■ TASK OBJECTIVE
Transcribe exactly, please, the lines from the one containing "Find the location of a particular element. The" through the end of the records below, and leave out the pictures.

━━ SOURCE MATERIAL

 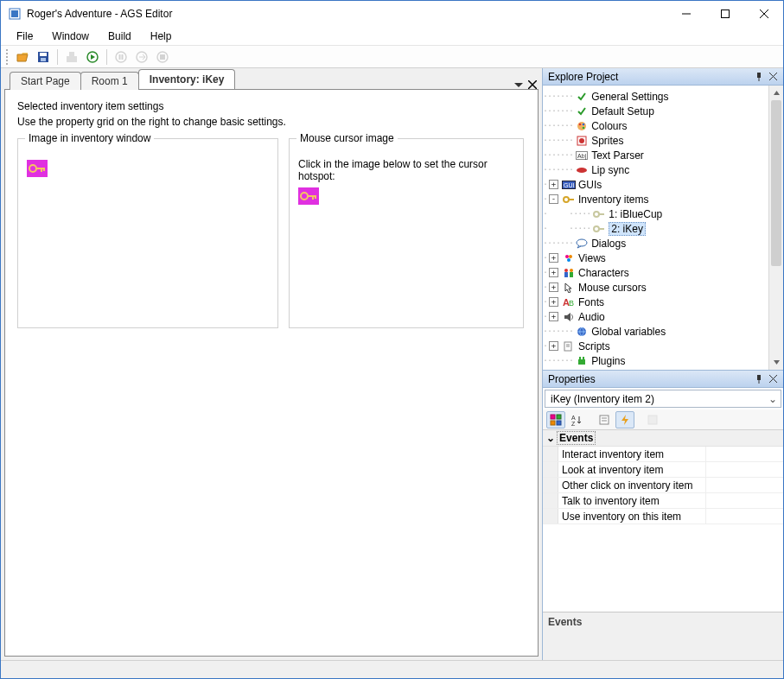 I want to click on doc-heading: Selected inventory item settings, so click(x=271, y=106).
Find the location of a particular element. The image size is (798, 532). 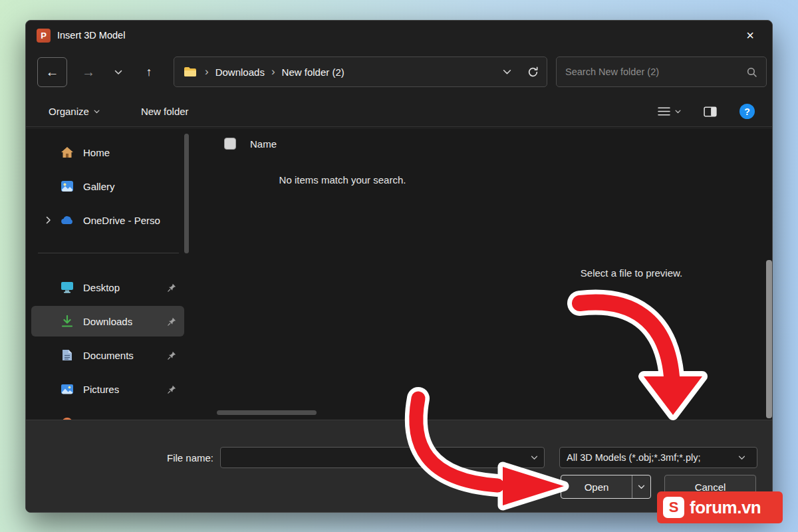

up-button: ↑ is located at coordinates (149, 72).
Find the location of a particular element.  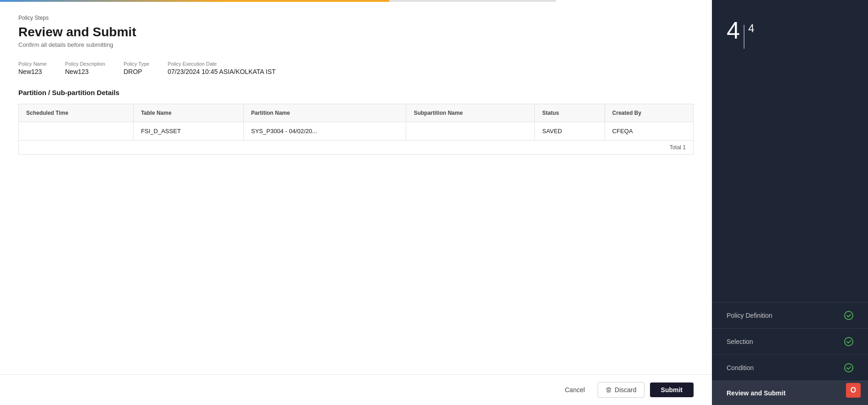

action-bar: Cancel Discard Submit is located at coordinates (356, 389).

━━━━

■ RESPONSE
Find the location of a particular element. The image size is (798, 532). 

up-button: ↑ is located at coordinates (149, 72).
Find the location of a particular element.  

action-bar: Cancel Discard Submit is located at coordinates (356, 389).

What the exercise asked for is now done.